Saturday, February 15, 2014

Athletic prowess and the size of one’s penis.


c0 Angry monkey
I was not a good athlete as a child, and I think I came to loathe sports because good athletes ridiculed me for this, as did popular culture, neatly confining my inadequacy within bright lights, hard surfaces, and stale locker room sweat, wherein naked teen boys paraded around pretending not to observe how well-endowed the other teen boys were.

I’m convinced if you could measure the genitals of male athletes and nonathletes, you’d find a correlation between athletic prowess and penis size. Not all the time, and not because there’s a biological connection, but because of the status usually assumed by the bearer and granted by peers.

And it figures not only in the locker room, but the bedroom and boardroom and every room in between.

If you’ve spent any time in a business meeting of any sort (school board, church, lodge, neighborhood), you can easily identify the dance between posturing and acquiescence. It less often features brains than bearing, height, weight, tenor, etc. We learn quickly as children where our strengths lie, and we develop and stock them in our defensive armory.

And there’s nothing especially human about it. Quite the contrary; it’s a primal trait throughout the animal kingdom.

c0

But back to the topic at hand: I made the mistake of loathing athletes as much as I loathe sports, and that was wrong.

Even so, it’s not wrong to insist that good athletes encourage kids to be more than good athletes, to promote (and model) education and citizenship.

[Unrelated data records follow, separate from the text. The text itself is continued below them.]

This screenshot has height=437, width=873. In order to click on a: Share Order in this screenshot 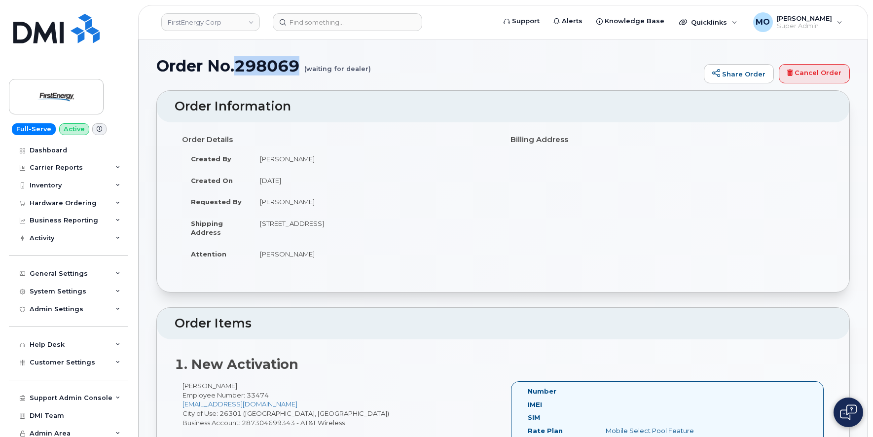, I will do `click(739, 74)`.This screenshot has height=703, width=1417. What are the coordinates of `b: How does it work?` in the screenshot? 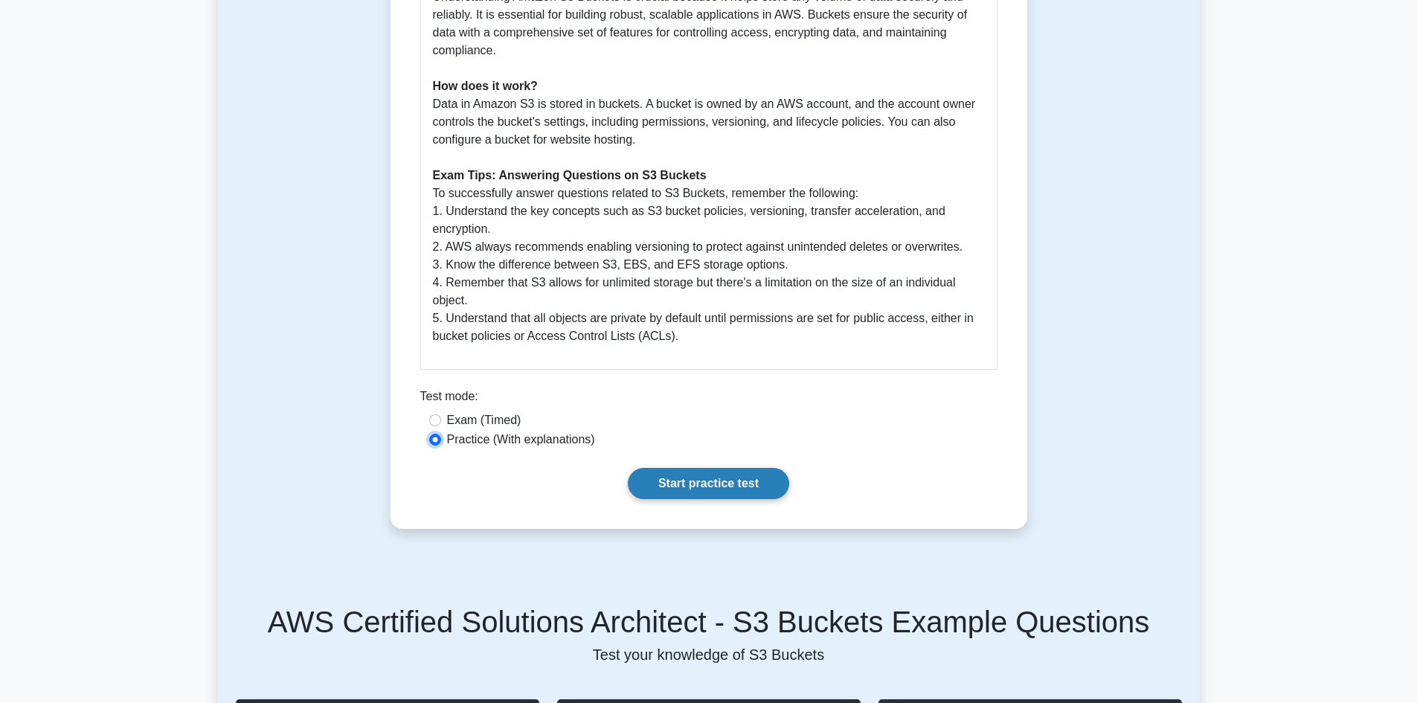 It's located at (485, 86). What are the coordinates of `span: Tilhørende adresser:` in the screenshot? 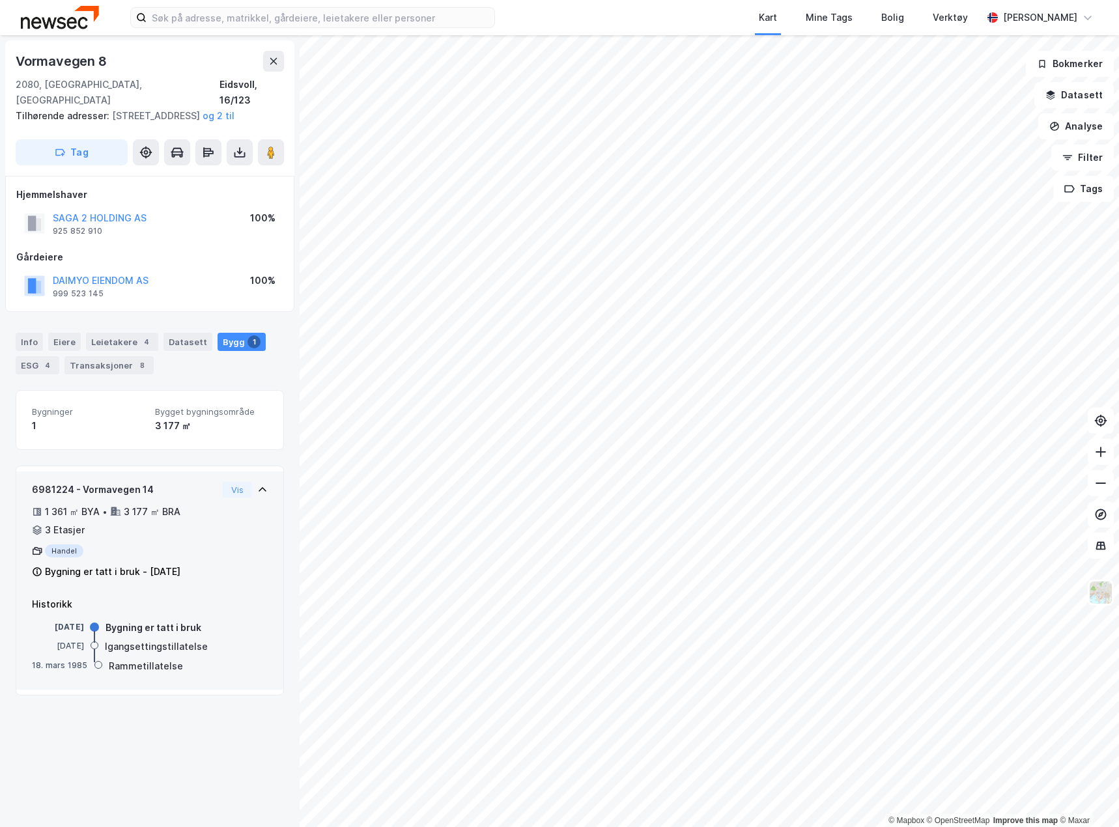 It's located at (64, 115).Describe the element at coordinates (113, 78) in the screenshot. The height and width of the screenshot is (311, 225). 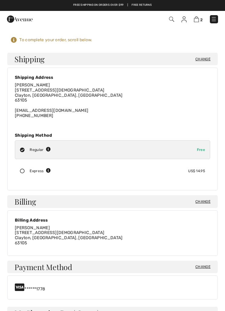
I see `div: Shipping Address` at that location. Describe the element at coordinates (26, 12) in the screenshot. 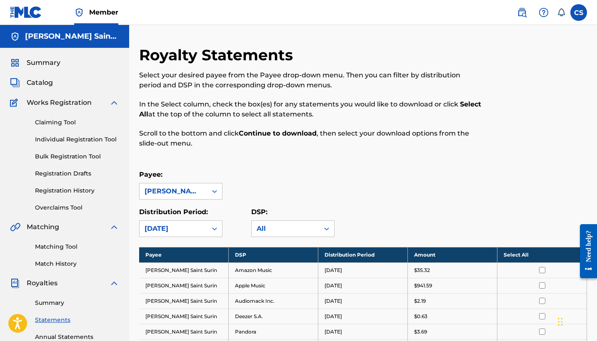

I see `img: MLC Logo` at that location.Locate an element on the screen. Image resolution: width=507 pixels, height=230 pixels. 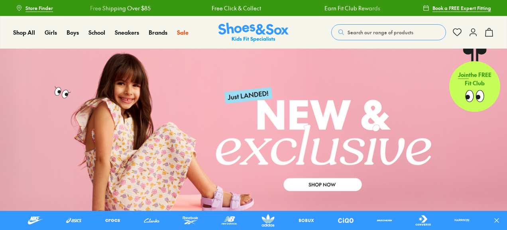
p: the FREE Fit Club is located at coordinates (475, 79).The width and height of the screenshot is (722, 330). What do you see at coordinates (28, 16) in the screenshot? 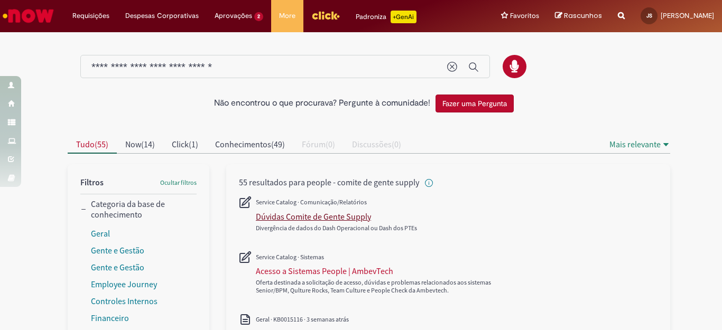
I see `img: ServiceNow` at bounding box center [28, 16].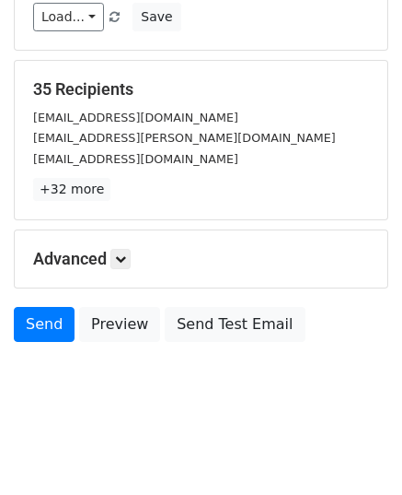  What do you see at coordinates (201, 89) in the screenshot?
I see `h5: 35 Recipients` at bounding box center [201, 89].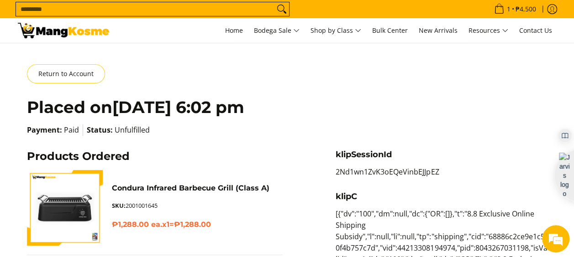 Image resolution: width=574 pixels, height=257 pixels. What do you see at coordinates (390, 31) in the screenshot?
I see `a: Bulk Center` at bounding box center [390, 31].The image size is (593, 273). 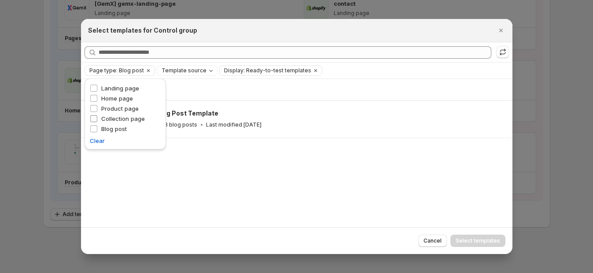 I want to click on span: Collection page, so click(x=123, y=118).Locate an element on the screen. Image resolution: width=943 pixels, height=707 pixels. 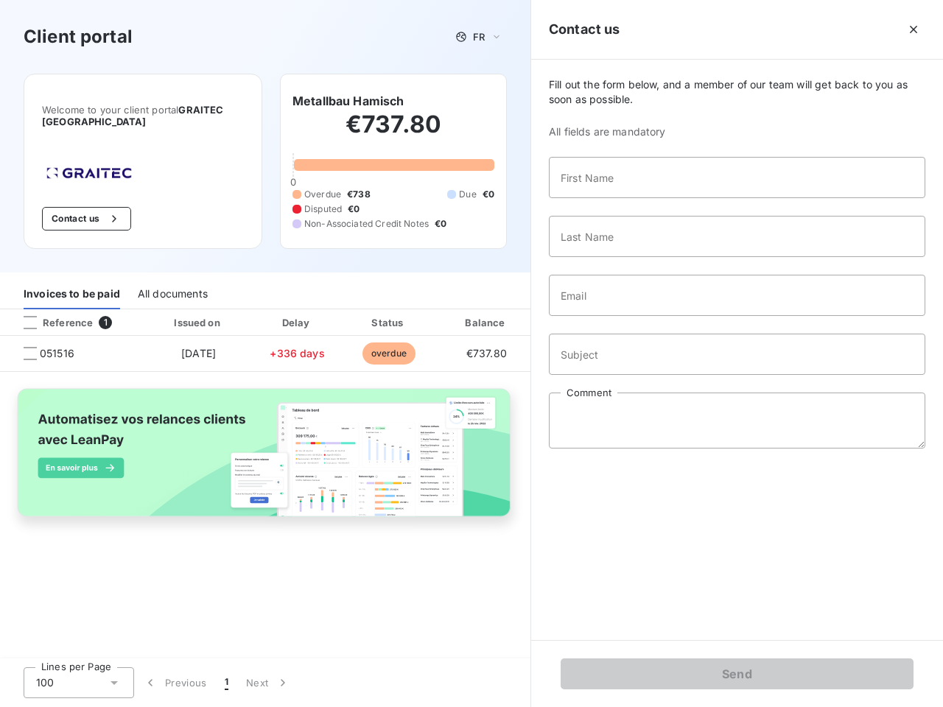
span: Welcome to your client portal is located at coordinates (143, 116).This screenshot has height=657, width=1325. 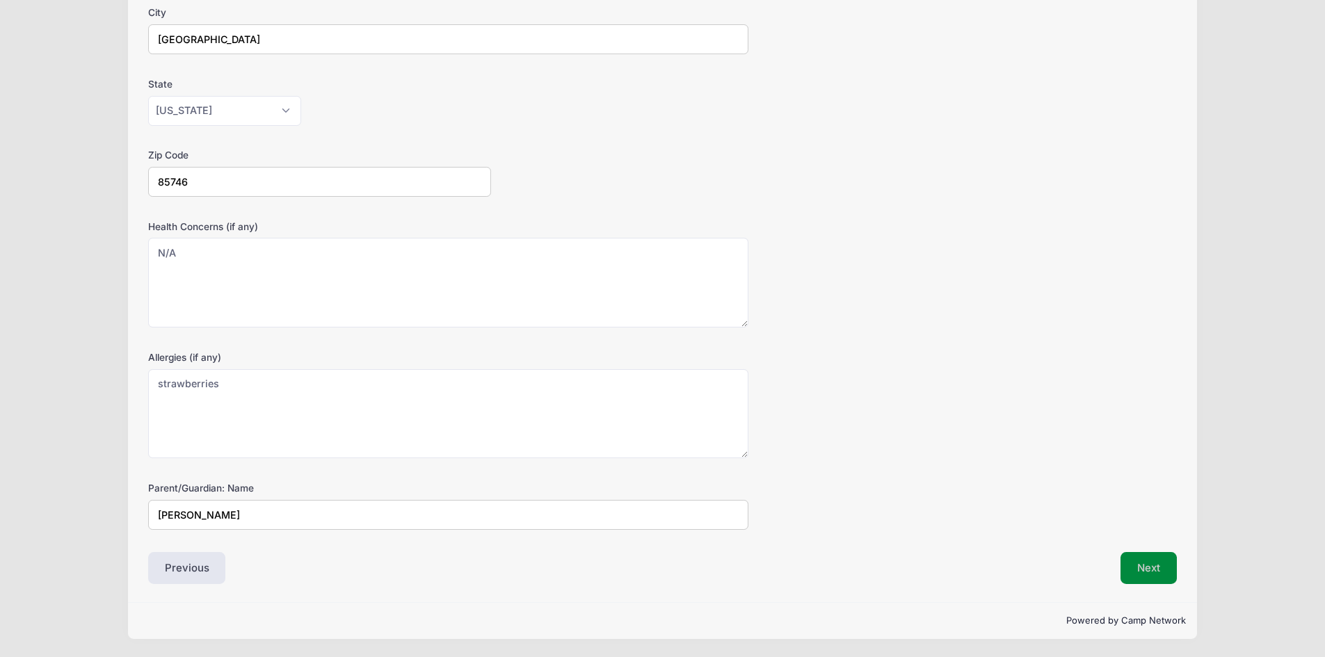 What do you see at coordinates (1149, 568) in the screenshot?
I see `button: Next` at bounding box center [1149, 568].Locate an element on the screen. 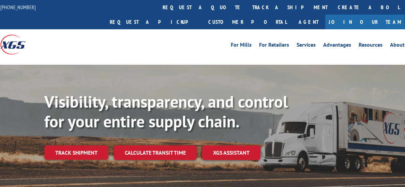 This screenshot has width=405, height=187. a: Join Our Team is located at coordinates (365, 22).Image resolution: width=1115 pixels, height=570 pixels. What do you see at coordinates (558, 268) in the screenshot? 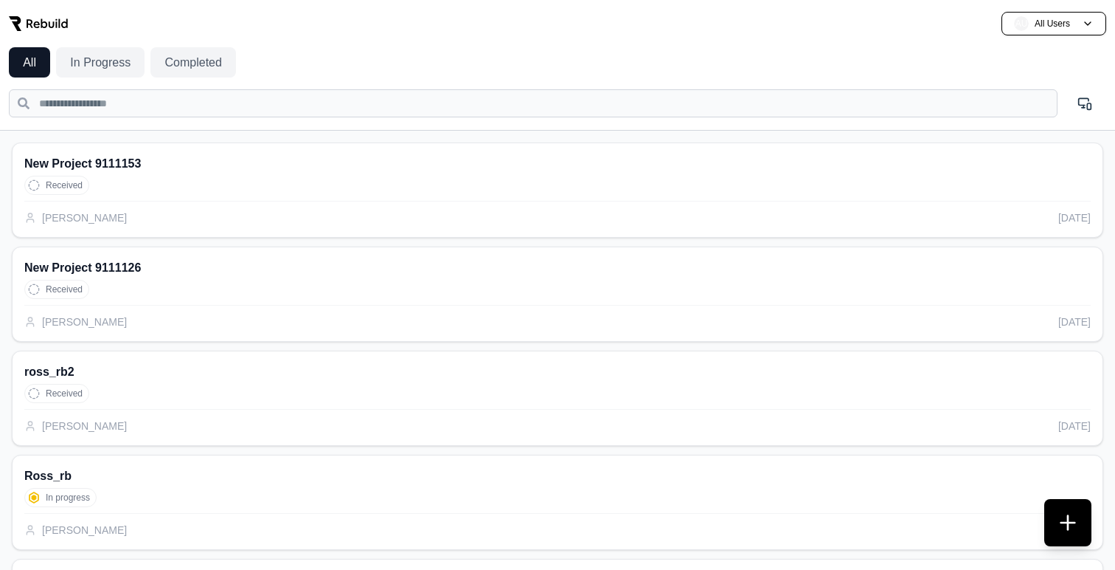
I see `h2: New Project 9111126` at bounding box center [558, 268]. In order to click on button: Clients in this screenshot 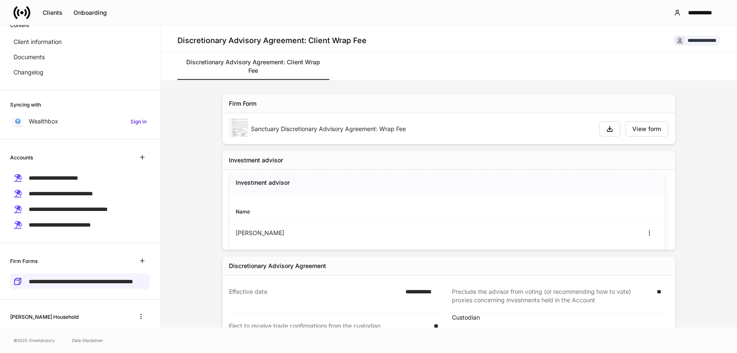, I will do `click(52, 13)`. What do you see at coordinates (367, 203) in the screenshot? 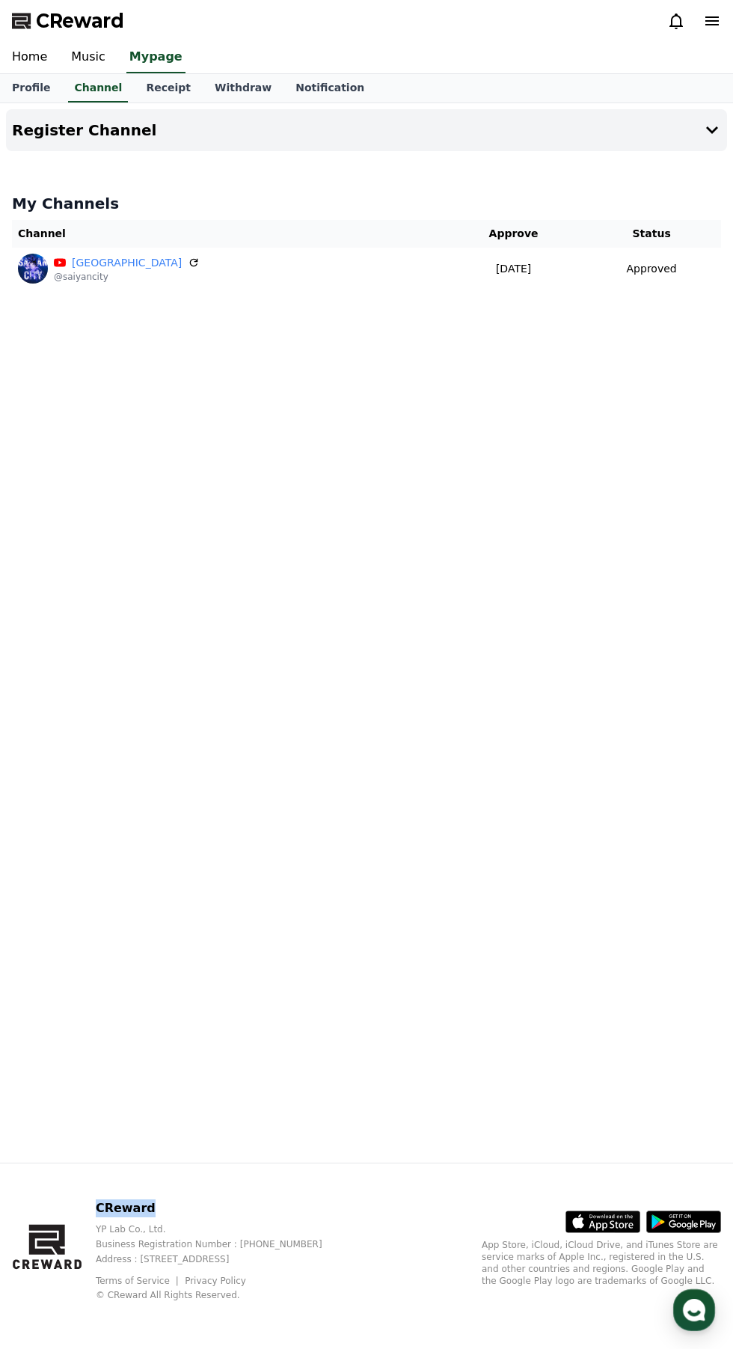
I see `h4: My Channels` at bounding box center [367, 203].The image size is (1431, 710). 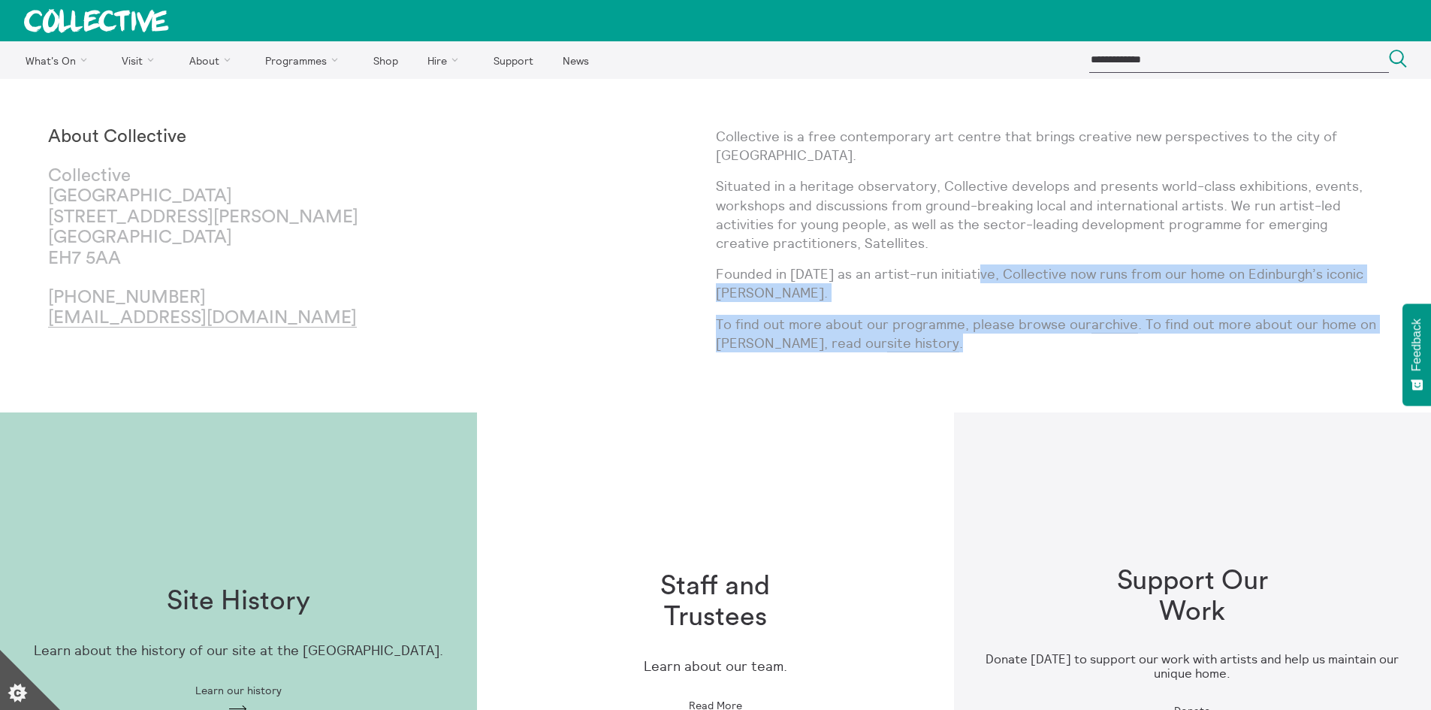 What do you see at coordinates (1417, 355) in the screenshot?
I see `button: Feedback - Show survey` at bounding box center [1417, 355].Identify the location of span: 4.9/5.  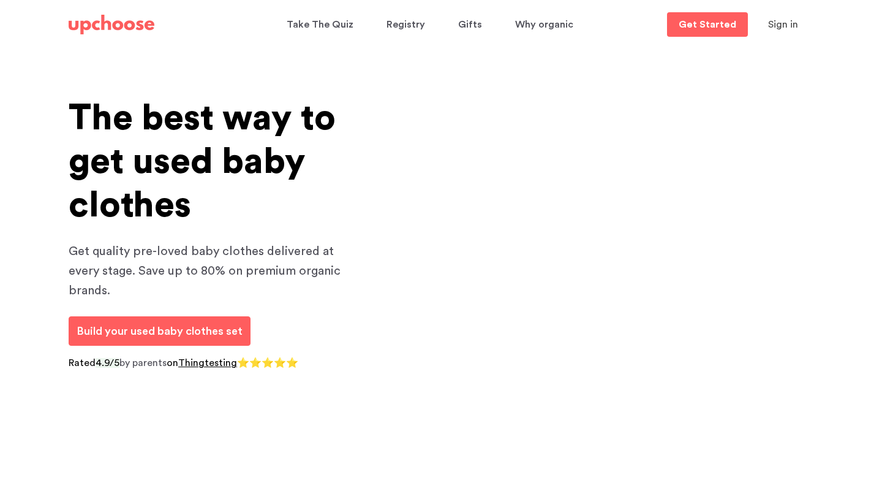
(107, 363).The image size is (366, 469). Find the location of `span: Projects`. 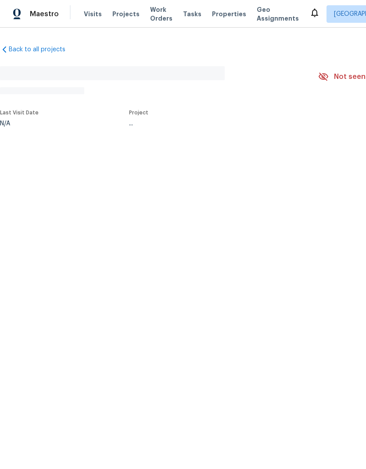

span: Projects is located at coordinates (126, 14).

That’s really all I wanted to say today.

c0

Oh, one more thing. Men have a political advantage over women, not because they are naturally any better, but because they have millions of years learning how this alpha-penis thing works. It’s not a coincidence that rape is a crime of violence (and not sex), or that a powerful woman is sometimes derisively regarded as “having a dick.” Just as we struggle to control our bodies’ enslavement to calories, fats, and oils, so we struggle to wrest it from anachronistic behaviors like this.

If we ask “Should we?,” the answer is a resounding Yes. If we ask “Can we?,” I’m skeptical.

This is just Clarence talking. I know there is hundreds of years of psychological study on this. Just thought I’d share my own unprofessional perspective.